Georgia Southern University students angered by a fiery conversation with a Latina author, who urged them to examine their white privilege, responded by setting her book ablaze. Jennine Capó Crucet, a New York Times contributor and associate professor at the University of Nebraska visited the predominantly white college Wednesday night to discuss her novel, “Make Your Home Among Strangers.” The award-winning book, published in 2015, follows a Cuban-American girl from Miami while she adjusts to her new life at an elite New York college.
When Crucet opened the floor for questions about the story — required reading for some students as part of their First-Year Experience — several audience members took issue with how she presented and discussed white people, according to the university’s newspaper, The George-Anne. “I noted that you made a lot of generalizations about the majority of white people being privileged,” one student reportedly said.
“What makes you believe that it’s OK to come to a college campus, like this, when we are supposed to be promoting diversity on this campus, which is what we’re taught. I don’t understand what the purpose of this was.”
Crucet responded to the student, explaining that white privilege is a “real thing that you are actually benefiting from right now in even asking this question.”
In wake of the discussion, students took video of themselves gleefully burning Crucet’s novel and then posted it to social media.
“So after our FYE book’s author came to my school to talk about it… these people decide to burn her book because ‘it’s bad and that race is bad to talk about,’” one student said in a tweet condemning the clip.
“White people need to realize that they are the problem and that their privilege is toxic. Author is a woman of color.”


Write all of the entries out again exactly, but not the images.

--- EXERCISE INPUT Enclosed Below ---

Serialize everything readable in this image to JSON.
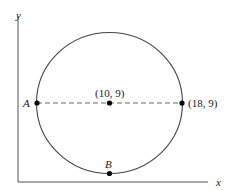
{
  "axes": {
    "x_label": "x",
    "y_label": "y"
  },
  "points": {
    "A": {
      "label": "A"
    },
    "center": {
      "label": "(10, 9)"
    },
    "right": {
      "label": "(18, 9)"
    },
    "B": {
      "label": "B"
    }
  },
  "colors": {
    "stroke": "#333333",
    "background": "#ffffff"
  }
}
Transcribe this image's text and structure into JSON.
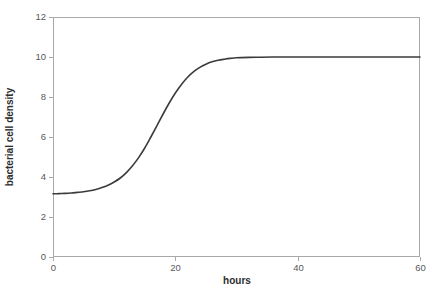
{
  "figure": {
    "background_color": "#ffffff",
    "width": 440,
    "height": 301
  },
  "chart_data": {
    "type": "line",
    "title": "",
    "subtitle": "",
    "xlabel": "hours",
    "ylabel": "bacterial cell density",
    "xlim": [
      0,
      60
    ],
    "ylim": [
      0,
      12
    ],
    "xticks": [
      0,
      20,
      40,
      60
    ],
    "yticks": [
      0,
      2,
      4,
      6,
      8,
      10,
      12
    ],
    "xtick_labels": [
      "0",
      "20",
      "40",
      "60"
    ],
    "ytick_labels": [
      "0",
      "2",
      "4",
      "6",
      "8",
      "10",
      "12"
    ],
    "grid": false,
    "legend": null,
    "legend_position": "none",
    "frame": "full-rectangle",
    "annotations": [],
    "series": [
      {
        "name": "bacterial growth",
        "color": "#3b3b3d",
        "line_width": 1.6,
        "description": "sigmoidal (logistic) growth curve: lag phase at 3.15, exponential phase, plateau at 10.0",
        "model": "logistic",
        "baseline": 3.15,
        "plateau": 10.0,
        "midpoint_hours": 16.0,
        "growth_rate": 0.28,
        "x": [
          0,
          1,
          2,
          3,
          4,
          5,
          6,
          7,
          8,
          9,
          10,
          11,
          12,
          13,
          14,
          15,
          16,
          17,
          18,
          19,
          20,
          21,
          22,
          23,
          24,
          25,
          26,
          27,
          28,
          29,
          30,
          32,
          34,
          36,
          38,
          40,
          44,
          48,
          52,
          56,
          60
        ],
        "values": [
          3.16,
          3.17,
          3.18,
          3.2,
          3.23,
          3.26,
          3.31,
          3.38,
          3.47,
          3.59,
          3.75,
          3.95,
          4.22,
          4.56,
          4.97,
          5.45,
          6.0,
          6.57,
          7.15,
          7.7,
          8.2,
          8.63,
          8.99,
          9.27,
          9.48,
          9.64,
          9.76,
          9.84,
          9.89,
          9.93,
          9.96,
          9.98,
          9.99,
          10.0,
          10.0,
          10.0,
          10.0,
          10.0,
          10.0,
          10.0,
          10.0
        ]
      }
    ]
  },
  "axes_geometry": {
    "plot_left_px": 53,
    "plot_right_px": 420,
    "plot_top_px": 17,
    "plot_bottom_px": 257
  }
}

--- End of Enclosed EXERCISE INPUT ---

ANSWER TO THE EXERCISE |
Serialize everything readable in this image to JSON.
{
  "axes": {
    "x_label": "x",
    "y_label": "y"
  },
  "points": {
    "A": {
      "label": "A"
    },
    "center": {
      "label": "(10, 9)"
    },
    "right": {
      "label": "(18, 9)"
    },
    "B": {
      "label": "B"
    }
  },
  "colors": {
    "stroke": "#333333",
    "background": "#ffffff"
  }
}
Transcribe this image's text and structure into JSON.
{
  "figure": {
    "background_color": "#ffffff",
    "width": 440,
    "height": 301
  },
  "chart_data": {
    "type": "line",
    "title": "",
    "subtitle": "",
    "xlabel": "hours",
    "ylabel": "bacterial cell density",
    "xlim": [
      0,
      60
    ],
    "ylim": [
      0,
      12
    ],
    "xticks": [
      0,
      20,
      40,
      60
    ],
    "yticks": [
      0,
      2,
      4,
      6,
      8,
      10,
      12
    ],
    "xtick_labels": [
      "0",
      "20",
      "40",
      "60"
    ],
    "ytick_labels": [
      "0",
      "2",
      "4",
      "6",
      "8",
      "10",
      "12"
    ],
    "grid": false,
    "legend": null,
    "legend_position": "none",
    "frame": "full-rectangle",
    "annotations": [],
    "series": [
      {
        "name": "bacterial growth",
        "color": "#3b3b3d",
        "line_width": 1.6,
        "description": "sigmoidal (logistic) growth curve: lag phase at 3.15, exponential phase, plateau at 10.0",
        "model": "logistic",
        "baseline": 3.15,
        "plateau": 10.0,
        "midpoint_hours": 16.0,
        "growth_rate": 0.28,
        "x": [
          0,
          1,
          2,
          3,
          4,
          5,
          6,
          7,
          8,
          9,
          10,
          11,
          12,
          13,
          14,
          15,
          16,
          17,
          18,
          19,
          20,
          21,
          22,
          23,
          24,
          25,
          26,
          27,
          28,
          29,
          30,
          32,
          34,
          36,
          38,
          40,
          44,
          48,
          52,
          56,
          60
        ],
        "values": [
          3.16,
          3.17,
          3.18,
          3.2,
          3.23,
          3.26,
          3.31,
          3.38,
          3.47,
          3.59,
          3.75,
          3.95,
          4.22,
          4.56,
          4.97,
          5.45,
          6.0,
          6.57,
          7.15,
          7.7,
          8.2,
          8.63,
          8.99,
          9.27,
          9.48,
          9.64,
          9.76,
          9.84,
          9.89,
          9.93,
          9.96,
          9.98,
          9.99,
          10.0,
          10.0,
          10.0,
          10.0,
          10.0,
          10.0,
          10.0,
          10.0
        ]
      }
    ]
  },
  "axes_geometry": {
    "plot_left_px": 53,
    "plot_right_px": 420,
    "plot_top_px": 17,
    "plot_bottom_px": 257
  }
}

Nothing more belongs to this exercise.